The way the cadets told it, Gordon was magic. The marching, the rituals, the discipline—it was a world of crisp uniforms, polished boots, and military balls that shimmered like something out of a storybook. There was an order to everything, a sense of belonging woven into the very fabric of the school. The sponsor system—where female students were chosen to represent companies of cadets, wearing elegant gowns and standing beside their assigned group of young men—felt like the pinnacle of it all. I wanted to be a sponsor. I wanted to go to the Military Ball, to step into that carefully constructed world and see it for myself.

But then, I did.

I walked through Gordon in the only way time travel allows—through the stories of those who had been there. I spent hours with people who had lived it, whose memories painted a very different picture.
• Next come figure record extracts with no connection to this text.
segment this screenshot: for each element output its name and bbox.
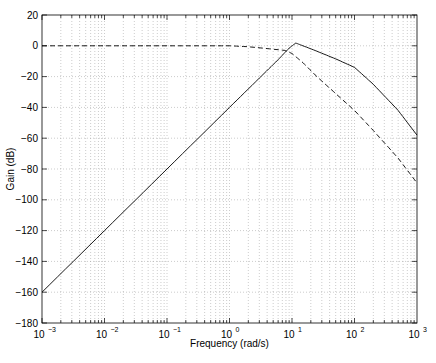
y-tick-label: −100 — [15, 194, 38, 205]
y-tick-label: −180 — [15, 318, 38, 329]
y-tick-label: −20 — [21, 71, 38, 82]
y-tick-label: 20 — [27, 10, 39, 21]
y-tick-label: −40 — [21, 102, 38, 113]
y-tick-label: −80 — [21, 164, 38, 175]
x-tick-label: 10 — [96, 329, 108, 340]
x-tick-label: 10 — [408, 329, 420, 340]
x-tick-exponent: 1 — [298, 326, 302, 333]
x-tick-label: 10 — [283, 329, 295, 340]
solid-gain-line — [42, 43, 417, 292]
y-axis-label: Gain (dB) — [5, 148, 16, 191]
y-tick-label: −120 — [15, 225, 38, 236]
data-series — [42, 43, 417, 292]
x-tick-exponent: 2 — [361, 326, 365, 333]
y-tick-label: −140 — [15, 256, 38, 267]
x-tick-exponent: −3 — [48, 326, 56, 333]
x-tick-label: 10 — [158, 329, 170, 340]
y-tick-label: 0 — [32, 40, 38, 51]
x-tick-label: 10 — [346, 329, 358, 340]
y-tick-label: −60 — [21, 133, 38, 144]
x-tick-exponent: −1 — [173, 326, 181, 333]
axis-ticks: 200−20−40−60−80−100−120−140−160−18010−31… — [15, 10, 427, 341]
x-tick-exponent: 0 — [236, 326, 240, 333]
x-tick-label: 10 — [33, 329, 45, 340]
grid-lines — [42, 15, 417, 323]
y-tick-label: −160 — [15, 287, 38, 298]
x-tick-exponent: −2 — [111, 326, 119, 333]
x-tick-exponent: 3 — [423, 326, 427, 333]
x-axis-label: Frequency (rad/s) — [190, 338, 269, 349]
gain-plot: 200−20−40−60−80−100−120−140−160−18010−31… — [0, 0, 436, 363]
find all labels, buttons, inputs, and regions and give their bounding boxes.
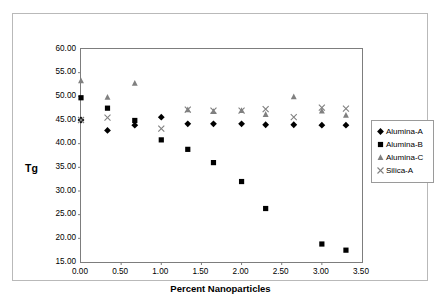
data-point (105, 94, 111, 100)
y-axis-tick-label: 60.00 (56, 44, 77, 53)
y-axis-title: Tg (25, 162, 38, 174)
data-point (78, 95, 83, 100)
data-point (343, 248, 348, 253)
data-point (291, 94, 297, 100)
cross-marker-icon (375, 162, 386, 180)
data-point (211, 160, 216, 165)
y-axis-tick-label: 55.00 (56, 67, 77, 76)
data-point (263, 206, 268, 211)
chart-frame: 15.0020.0025.0030.0035.0040.0045.0050.00… (12, 13, 428, 281)
data-point (343, 122, 350, 129)
data-point (158, 114, 165, 121)
x-axis-tick-label: 1.00 (140, 267, 180, 276)
y-axis-tick-label: 45.00 (56, 115, 77, 124)
data-point (105, 106, 110, 111)
data-point (210, 120, 217, 127)
data-point (343, 112, 349, 118)
data-markers-layer (81, 49, 362, 262)
data-point (159, 137, 164, 142)
data-point (239, 179, 244, 184)
x-axis-tick-label: 1.50 (180, 267, 220, 276)
data-point (290, 121, 297, 128)
x-axis-tick-label: 3.50 (341, 267, 381, 276)
data-point (185, 147, 190, 152)
data-point (343, 106, 349, 112)
y-axis-tick-label: 50.00 (56, 91, 77, 100)
data-point (238, 120, 245, 127)
data-point (78, 78, 84, 84)
x-axis-tick-label: 0.50 (100, 267, 140, 276)
y-axis-tick-label: 15.00 (56, 257, 77, 266)
y-axis-tick-label: 20.00 (56, 233, 77, 242)
x-axis-title: Percent Nanoparticles (80, 283, 361, 294)
data-point (291, 114, 297, 120)
y-axis-tick-label: 25.00 (56, 209, 77, 218)
x-axis-tick-label: 2.00 (221, 267, 261, 276)
y-axis-tick-label: 40.00 (56, 138, 77, 147)
legend-item-label: Alumina-A (386, 127, 423, 137)
data-point (262, 121, 269, 128)
data-point (319, 108, 325, 114)
data-point (132, 80, 138, 86)
series-alumina-c (78, 78, 349, 118)
data-point (318, 122, 325, 129)
data-point (104, 115, 110, 121)
data-point (263, 111, 269, 117)
plot-area (80, 48, 363, 263)
y-axis-tick-label: 35.00 (56, 162, 77, 171)
data-point (319, 241, 324, 246)
data-point (132, 118, 137, 123)
legend-item-label: Alumina-B (386, 140, 423, 150)
legend-item-label: Alumina-C (386, 153, 423, 163)
data-point (104, 127, 111, 134)
y-axis-tick-labels: 15.0020.0025.0030.0035.0040.0045.0050.00… (35, 48, 76, 261)
x-axis-tick-labels: 0.000.501.001.502.002.503.003.50 (80, 267, 361, 279)
data-point (184, 120, 191, 127)
y-axis-tick-label: 30.00 (56, 186, 77, 195)
x-axis-tick-label: 0.00 (60, 267, 100, 276)
series-alumina-a (78, 114, 350, 134)
series-alumina-b (78, 95, 348, 253)
x-axis-tick-label: 2.50 (261, 267, 301, 276)
legend-item-label: Silica-A (386, 166, 413, 176)
x-axis-tick-label: 3.00 (301, 267, 341, 276)
legend-item[interactable]: Silica-A (375, 164, 433, 177)
data-point (158, 126, 164, 132)
chart-legend: Alumina-AAlumina-BAlumina-CSilica-A (371, 120, 434, 183)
I heard about the cafeteria, where white students would get up and move if a Black student sat down, until, one day, the Black students strategically scattered themselves so there was nowhere else to sit. I learned about a fundraiser, which I can’t write about here, but it was part of a school event. When the Black students pooled their money to engage in nonviolent resistance the administration had no choice but to cancel the fundraiser entirely.

This was Gordon, too.

Before I became a professor, I saw Gordon like a snow globe—magical, beautiful, inaccessible. As a community member, I was on the outside looking in. When I interviewed for a full-time faculty position, I told them that part of my goal was to open some doors, to invite the community back into the world inside the glass. But what I didn’t know then was that at one point, there was no divide between the school and the town. Gordon Military was the high school for the city of Barnesville. You couldn’t have one without the other. The institution and the community had been inextricably linked—until history was rewritten to make it seem otherwise.

And little did I know, I would be led into a research project that uncovered all of that, only to then be shut out again.

That’s the thing about snow globes. They’re designed to be admired from a distance, to preserve a particular vision of a place, frozen in time. But shake them hard enough, and the illusion breaks.

I’ve been thinking a lot about illusions, about control, about the power of reshaping reality through storytelling. Maybe that’s why, in the midst of all of this, I’ve been reading Wild Seed by Octavia Butler and I Love Myself by Zora Neale Hurston. Butler’s characters shift and transform, slipping in and out of identities, testing the boundaries of power. Hurston’s words remind me that knowing yourself, truly knowing yourself, is its own form of defiance.

So here I am, at the end of winter break, having spent a week in two different worlds. One where I was supposed to be relaxing by the water, and another where I was walking through history, uncovering the memories buried beneath official records.

I think it’s obvious which place I actually visited.

By Jessica Traylor, Ed.D.

Dr. Jessica Traylor is an educator, researcher, and student of life. Her goal is to take what she has learned and translate it into simple, actionable steps to help others in their quest to live a happy, fulfilling life.